Temperate Rainforests, the Gulf of Mexico, and the Longleaf Pine

Where Pacific moisture hits the mountains directly, you get the temperate rainforests of the Pacific Northwest — the Olympic Peninsula, the western slopes of the Cascades — 140 inches of rain in some locations, trees of staggering size and age. Jill’s Olympic Peninsula road trip is one of her all-time favorite travel memories. Moving south and east, the episode fills in the missing pieces: the Gulf Coastal Plain (ancient seafloor, karst landscape, cypress swamps, bayous), the once-vast Longleaf Pine Savannah (now reduced to less than 3% of its original 90 million acres), and the Gulf of Mexico itself — not a warm-water backdrop but the engine that drives the entire continent’s weather and a critical corridor for the most dramatic bird migration event in North America: the trans-Gulf crossing.

Alaska, the Boreal Forest, and How It All Connects

Alaska is its own category — larger than Texas, California, and Montana combined, with more coastline than the entire lower 48. It holds tundra, boreal forest, temperate rainforest, glaciers, active volcanoes, and some of the most productive marine environments on Earth.

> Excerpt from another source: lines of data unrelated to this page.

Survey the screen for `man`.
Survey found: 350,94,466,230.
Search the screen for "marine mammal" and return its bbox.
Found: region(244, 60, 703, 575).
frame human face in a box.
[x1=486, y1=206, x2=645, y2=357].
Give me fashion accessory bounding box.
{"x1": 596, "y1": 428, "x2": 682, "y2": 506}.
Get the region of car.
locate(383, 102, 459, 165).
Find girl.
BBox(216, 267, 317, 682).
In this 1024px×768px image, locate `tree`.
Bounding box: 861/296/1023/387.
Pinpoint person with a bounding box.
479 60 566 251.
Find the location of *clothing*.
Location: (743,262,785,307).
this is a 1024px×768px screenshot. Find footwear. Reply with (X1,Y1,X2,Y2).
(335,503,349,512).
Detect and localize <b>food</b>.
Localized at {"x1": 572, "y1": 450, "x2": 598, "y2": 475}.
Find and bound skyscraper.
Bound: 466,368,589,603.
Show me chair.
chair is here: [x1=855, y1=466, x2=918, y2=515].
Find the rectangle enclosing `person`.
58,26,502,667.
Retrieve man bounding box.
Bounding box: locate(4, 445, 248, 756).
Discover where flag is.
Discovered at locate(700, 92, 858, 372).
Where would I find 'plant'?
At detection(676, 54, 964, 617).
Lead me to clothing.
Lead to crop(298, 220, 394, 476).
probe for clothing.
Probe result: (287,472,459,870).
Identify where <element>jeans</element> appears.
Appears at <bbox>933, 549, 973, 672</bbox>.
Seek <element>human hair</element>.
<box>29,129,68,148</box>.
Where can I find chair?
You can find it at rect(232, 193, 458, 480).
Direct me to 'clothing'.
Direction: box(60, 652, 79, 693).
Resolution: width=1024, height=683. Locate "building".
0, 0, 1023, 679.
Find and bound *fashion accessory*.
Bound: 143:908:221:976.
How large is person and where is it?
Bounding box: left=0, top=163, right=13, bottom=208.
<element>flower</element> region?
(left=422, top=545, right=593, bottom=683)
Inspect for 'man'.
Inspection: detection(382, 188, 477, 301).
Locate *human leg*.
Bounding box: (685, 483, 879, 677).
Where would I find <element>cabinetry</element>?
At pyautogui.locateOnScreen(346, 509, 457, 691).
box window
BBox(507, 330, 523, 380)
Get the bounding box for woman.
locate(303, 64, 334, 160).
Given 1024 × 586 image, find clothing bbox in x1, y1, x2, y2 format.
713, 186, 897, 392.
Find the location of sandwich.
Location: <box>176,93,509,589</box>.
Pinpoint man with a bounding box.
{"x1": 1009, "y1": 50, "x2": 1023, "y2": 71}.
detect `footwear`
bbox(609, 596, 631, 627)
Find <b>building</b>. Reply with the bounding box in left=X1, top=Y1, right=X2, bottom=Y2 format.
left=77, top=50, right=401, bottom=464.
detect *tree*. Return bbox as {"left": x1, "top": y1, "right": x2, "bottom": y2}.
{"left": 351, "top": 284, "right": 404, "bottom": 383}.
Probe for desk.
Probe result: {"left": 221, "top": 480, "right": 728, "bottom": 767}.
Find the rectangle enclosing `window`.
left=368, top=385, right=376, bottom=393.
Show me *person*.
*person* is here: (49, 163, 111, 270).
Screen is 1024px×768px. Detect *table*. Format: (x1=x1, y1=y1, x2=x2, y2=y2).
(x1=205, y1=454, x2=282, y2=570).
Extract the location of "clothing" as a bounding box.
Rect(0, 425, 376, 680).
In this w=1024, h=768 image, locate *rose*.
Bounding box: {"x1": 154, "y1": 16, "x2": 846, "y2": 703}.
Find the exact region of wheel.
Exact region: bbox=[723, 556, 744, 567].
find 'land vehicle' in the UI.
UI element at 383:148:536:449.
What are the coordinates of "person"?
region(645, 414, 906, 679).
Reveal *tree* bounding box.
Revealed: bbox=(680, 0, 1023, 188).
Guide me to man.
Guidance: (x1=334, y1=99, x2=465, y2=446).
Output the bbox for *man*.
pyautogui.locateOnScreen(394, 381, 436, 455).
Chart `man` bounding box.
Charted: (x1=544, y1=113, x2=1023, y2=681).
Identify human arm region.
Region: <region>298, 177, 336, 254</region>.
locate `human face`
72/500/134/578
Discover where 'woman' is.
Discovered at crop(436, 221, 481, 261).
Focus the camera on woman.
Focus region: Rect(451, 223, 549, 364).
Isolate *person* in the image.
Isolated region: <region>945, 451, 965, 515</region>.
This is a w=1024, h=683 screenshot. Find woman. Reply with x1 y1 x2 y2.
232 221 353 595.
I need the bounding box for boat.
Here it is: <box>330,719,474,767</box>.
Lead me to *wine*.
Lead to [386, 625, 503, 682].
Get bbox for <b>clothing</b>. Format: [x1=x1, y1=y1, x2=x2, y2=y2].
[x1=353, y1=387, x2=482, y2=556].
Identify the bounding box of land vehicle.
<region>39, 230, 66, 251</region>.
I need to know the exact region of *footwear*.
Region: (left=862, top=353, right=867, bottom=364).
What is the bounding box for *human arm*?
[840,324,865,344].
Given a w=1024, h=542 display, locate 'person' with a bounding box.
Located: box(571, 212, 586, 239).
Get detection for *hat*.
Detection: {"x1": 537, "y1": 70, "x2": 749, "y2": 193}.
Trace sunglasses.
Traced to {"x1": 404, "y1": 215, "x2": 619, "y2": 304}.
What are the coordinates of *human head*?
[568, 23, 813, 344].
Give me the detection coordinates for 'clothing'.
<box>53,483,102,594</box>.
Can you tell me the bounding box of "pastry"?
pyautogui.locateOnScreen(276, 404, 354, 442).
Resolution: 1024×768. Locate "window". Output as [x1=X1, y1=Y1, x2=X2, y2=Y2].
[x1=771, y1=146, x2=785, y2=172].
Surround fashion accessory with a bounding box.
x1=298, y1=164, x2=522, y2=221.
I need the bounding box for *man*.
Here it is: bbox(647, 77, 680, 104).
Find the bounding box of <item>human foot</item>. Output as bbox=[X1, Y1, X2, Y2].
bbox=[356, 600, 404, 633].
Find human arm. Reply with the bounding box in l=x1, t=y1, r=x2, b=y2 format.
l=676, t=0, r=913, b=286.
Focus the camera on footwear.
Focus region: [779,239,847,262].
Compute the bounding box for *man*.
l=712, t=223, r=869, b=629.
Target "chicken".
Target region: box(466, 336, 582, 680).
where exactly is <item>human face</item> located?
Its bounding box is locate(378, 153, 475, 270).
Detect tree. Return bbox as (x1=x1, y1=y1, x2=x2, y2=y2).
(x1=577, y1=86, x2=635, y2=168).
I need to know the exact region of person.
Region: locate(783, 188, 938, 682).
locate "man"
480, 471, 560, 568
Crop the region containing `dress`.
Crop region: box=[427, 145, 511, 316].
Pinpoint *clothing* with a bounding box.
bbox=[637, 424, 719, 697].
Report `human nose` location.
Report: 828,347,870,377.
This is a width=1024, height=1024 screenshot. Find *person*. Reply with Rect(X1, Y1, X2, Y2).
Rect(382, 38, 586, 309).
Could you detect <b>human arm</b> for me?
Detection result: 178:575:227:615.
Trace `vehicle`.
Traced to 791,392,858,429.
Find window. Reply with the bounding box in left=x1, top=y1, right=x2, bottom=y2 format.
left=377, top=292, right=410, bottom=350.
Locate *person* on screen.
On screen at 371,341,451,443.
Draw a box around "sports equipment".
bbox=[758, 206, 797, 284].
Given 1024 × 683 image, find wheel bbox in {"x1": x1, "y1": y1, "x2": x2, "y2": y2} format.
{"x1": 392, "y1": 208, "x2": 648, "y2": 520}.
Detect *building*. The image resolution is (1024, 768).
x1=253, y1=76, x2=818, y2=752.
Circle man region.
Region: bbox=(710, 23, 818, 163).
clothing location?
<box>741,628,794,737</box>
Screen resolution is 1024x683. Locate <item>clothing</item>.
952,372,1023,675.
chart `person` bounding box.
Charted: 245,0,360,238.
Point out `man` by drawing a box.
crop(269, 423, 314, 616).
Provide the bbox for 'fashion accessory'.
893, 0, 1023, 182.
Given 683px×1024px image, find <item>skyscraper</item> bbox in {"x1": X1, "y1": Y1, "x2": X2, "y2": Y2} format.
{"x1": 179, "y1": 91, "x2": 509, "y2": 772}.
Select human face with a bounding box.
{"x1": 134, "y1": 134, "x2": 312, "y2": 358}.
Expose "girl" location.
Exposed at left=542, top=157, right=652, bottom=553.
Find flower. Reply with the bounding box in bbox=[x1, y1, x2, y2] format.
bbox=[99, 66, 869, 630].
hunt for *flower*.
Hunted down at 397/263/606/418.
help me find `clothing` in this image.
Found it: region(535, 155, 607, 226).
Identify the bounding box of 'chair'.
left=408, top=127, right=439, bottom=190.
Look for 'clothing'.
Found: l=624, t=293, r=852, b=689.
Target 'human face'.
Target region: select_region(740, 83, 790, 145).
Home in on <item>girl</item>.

And the boreal forest — the taiga — stretching across Canada, Russia, Scandinavia, and Siberia, is the breeding ground for nearly 3 billion birds, more than half the species that migrate through North America. That yellow-rumped warbler in your backyard in September? There’s a reasonable chance it hatched in a spruce bog in northern Canada. North America is not a collection of separate places. The birds connect them. The rivers connect them. The weather connects them.

Jill’s Links

http://jillfromthenorthwoods.com

https://www.buymeacoffee.com/smallstepspod

Twitter - https://twitter.com/schmern

YouTube @BuzzBlossomSqueak

By choosing to watch this video or listen to this podcast, you acknowledge that you are doing so of your own free will. The content shared here reflects personal experiences and opinions and is intended for informational and educational purposes only. I am not a licensed biologist, ecologist, or wildlife professional. Any nature observations, identifications, or suggestions offered should not be considered a substitute for professional scientific or environmental guidance. Always follow local regulations when observing or interacting with wildlife and natural spaces. You are solely responsible for any decisions or actions you take based on this content.